A Jest of God - Margaret Laurence [45]
“Never mind. It’s a common complaint. Come on, darling, let’s go in.”
As we enter the front room, he laughs.
“Seems funny, doesn’t it? Waiting until the family is out. Like reverting to adolescence.”
The room has an almost untouched look, the neatness of a livingroom in a house where people congregate always in the kitchen. The furniture is old and ornate, pieces gathered with loving frugality, perhaps, throughout a quarter-century of auction sales. A walnut sideboard with a high bevelled mirror, a china cabinet plumed and scrolled woodenly and filled with objects hardly discernible behind the ruby glass. A plum-coloured chesterfield made for some giant race, curved hugely into the bow of the bay window. Then, in the midst of these known shapes, a gilt-bordered ikon, and an embroidered tablecloth with some mythical tree nestled in by a fantasy of birds, and on the wall a framed photograph of long-dead relatives in the old country, the heavily moustached men sitting with hands on knees, wearing their serge suits and rigid smiles, the women aproned elaborately and wearing on their heads black-fringed babushkas patterned with poppies or roses.
“Like a drink, Rachel?”
“Yes, all right.”
Now, in his own house, he seems for the first time reticent, or at a loss for words. Or else he thinks – words afterwards. How can I tell?
But when we are in his room, I can’t tell him what has been on my mind, what’s worrying me. It’s his concern, too. I know that. But will he know it? I have to speak of it. I promised myself I would. It’s essential. But I can’t bring up the subject at all. It crosses my mind that I don’t know him well enough. That’s ridiculous, of course.
“What’s the matter, Rachel?”
“Nothing. Nothing’s the matter. I feel better, actually, here in this place.”
“How – better?”
“Safer.”
He laughs. “Because of its four walls and a roof?”
“You think that’s foolish, don’t you?”
“Yeh, maybe. But women don’t.”
Women. I’m not the only one, then, who feels that way. Nick goes to the windows and opens the curtains.
“My mother always closes them,” he says, “to keep out the sun. It gives me claustrophobia, having a place shut up like this.”
Then he puts his arms around me.
“Come on, darling, come and lie down beside me.”
There seems to be a kind of tenderness in his voice. After a while I won’t feel apprehensive any more. I can even take off my clothes without feeling very unfamiliar about it. See – I have changed.
His hands are careful and gentle and slow at first.
“You have nice small breasts, darling. You’re very slender all over, aren’t you?”
“I’m too thin.” Then I’m sorry I said that.
“No. I like it.”
“Do you?”
“Yes. I like you here, and here. Very delicate shoulders, too, you have. And beautiful thighs, and the skin there is – feel how soft your own skin is, Rachel, when I stroke you there?”
Am I like that? I never knew.
“You touch me, too,” he says. “There. Put your hands there. That’s good. More.”
Then I want my hands to know everything about him, the way the hair grows in his armpits, the curve of his bones at the hips, the tight muscles of his belly, the arching of his sex.
“Now, Rachel?”
“Yes. Now.” If only I can relax. Relax, Rachel.
“Relax, Rachel.”
“I’m sorry.”
“No – it’s all right. Just relax, darling.”
“I’m sorry – Nick –”
“It’s all right.”
But it isn’t. Without wanting to, I’m holding myself away. But it hasn’t hurt after all. Now there is only the swiftness of him, the heaviness of him on me, and at the final moment he does not cry out like before, but his face is so intense I can hardly look upon it, for the open tenderness I feel, seeing him so. Then it is over, and after a while he lifts his head and looks at me. With my fingers I go over the sharp outlines of his face, and touch his eyes and the unruly blackness of his hair.
“Nick –”
“Hello. Was that – I mean, did you, Rachel?”
“Yes.” This is not true, but it is true in every way that is important to me now.
Thought has to return, but it hasn’t the power to threaten me, not yet. What if? I should be concerned.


◆ EXERCISE OBJECTIVE:
Will you write out the data exactly, excluding every picture?

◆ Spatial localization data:
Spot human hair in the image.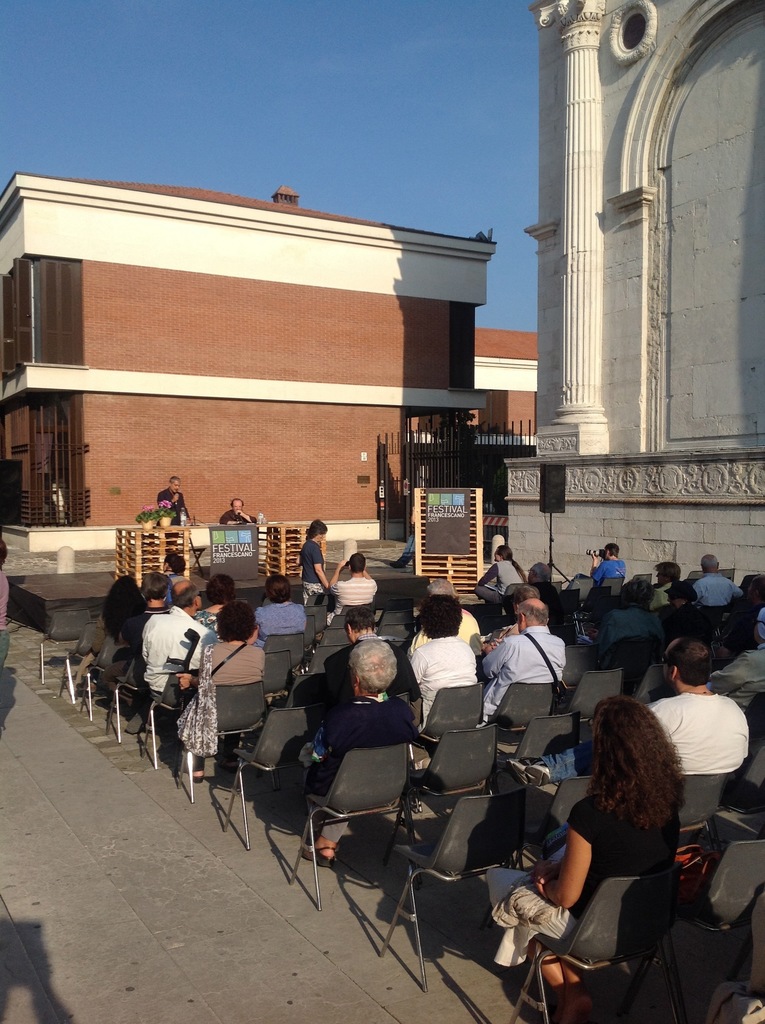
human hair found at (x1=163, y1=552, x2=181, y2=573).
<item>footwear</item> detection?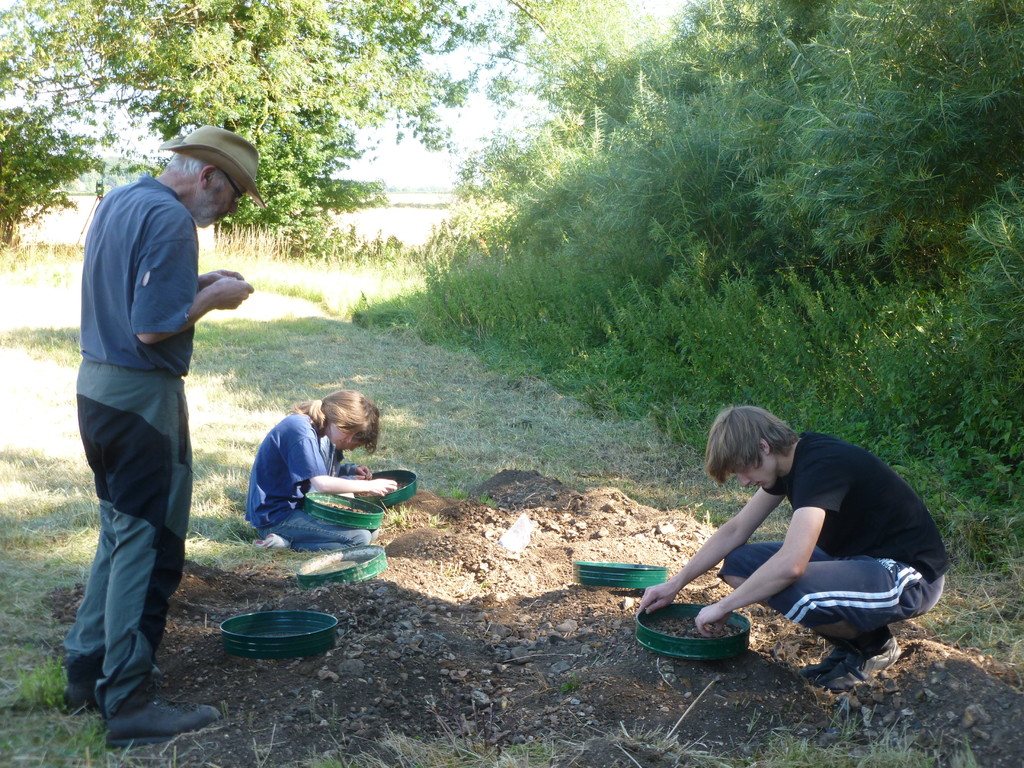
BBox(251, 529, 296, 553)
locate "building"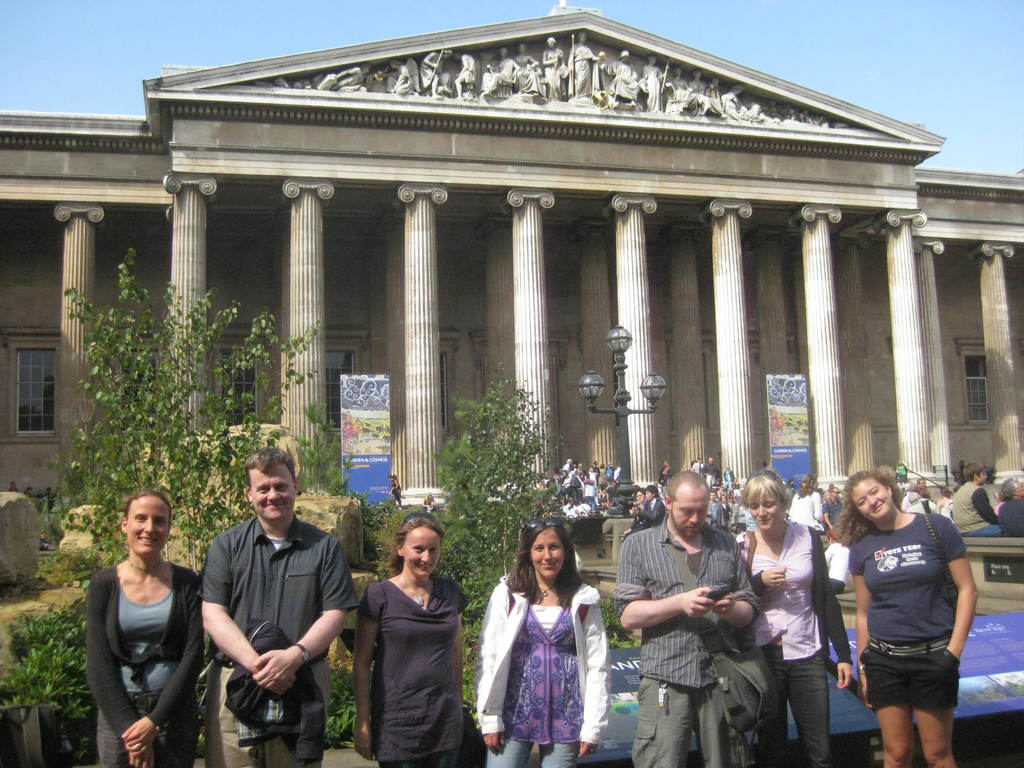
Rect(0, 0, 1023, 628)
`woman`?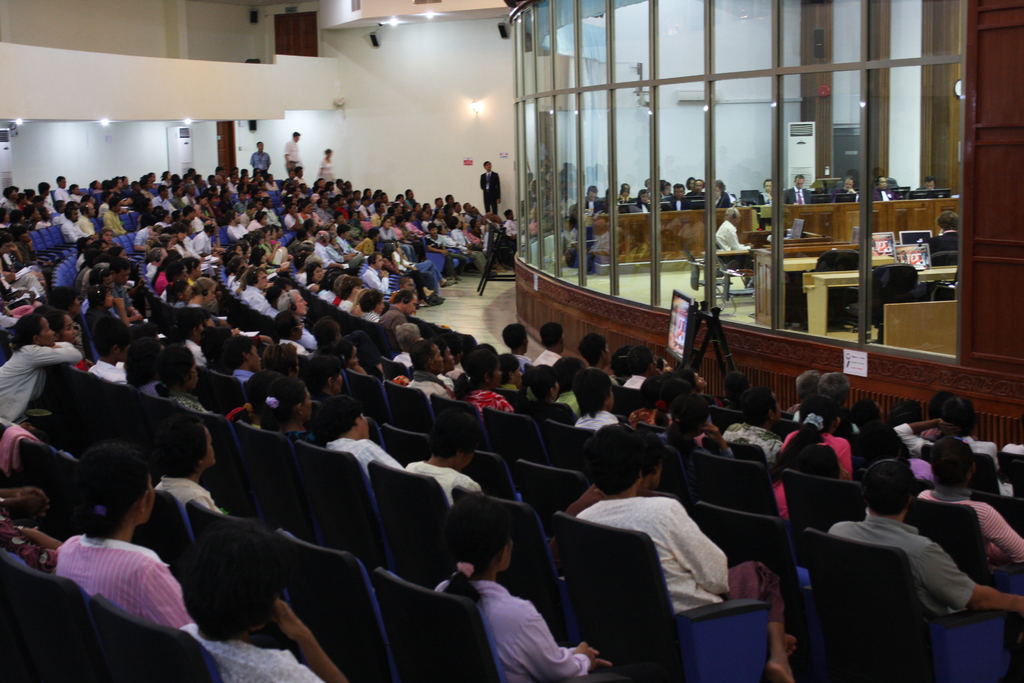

◆ WRITTEN REPLY:
Spot human hair in the image.
human hair found at (x1=163, y1=552, x2=181, y2=573).
<item>footwear</item> detection?
BBox(251, 529, 296, 553)
locate "building"
Rect(0, 0, 1023, 628)
`woman`?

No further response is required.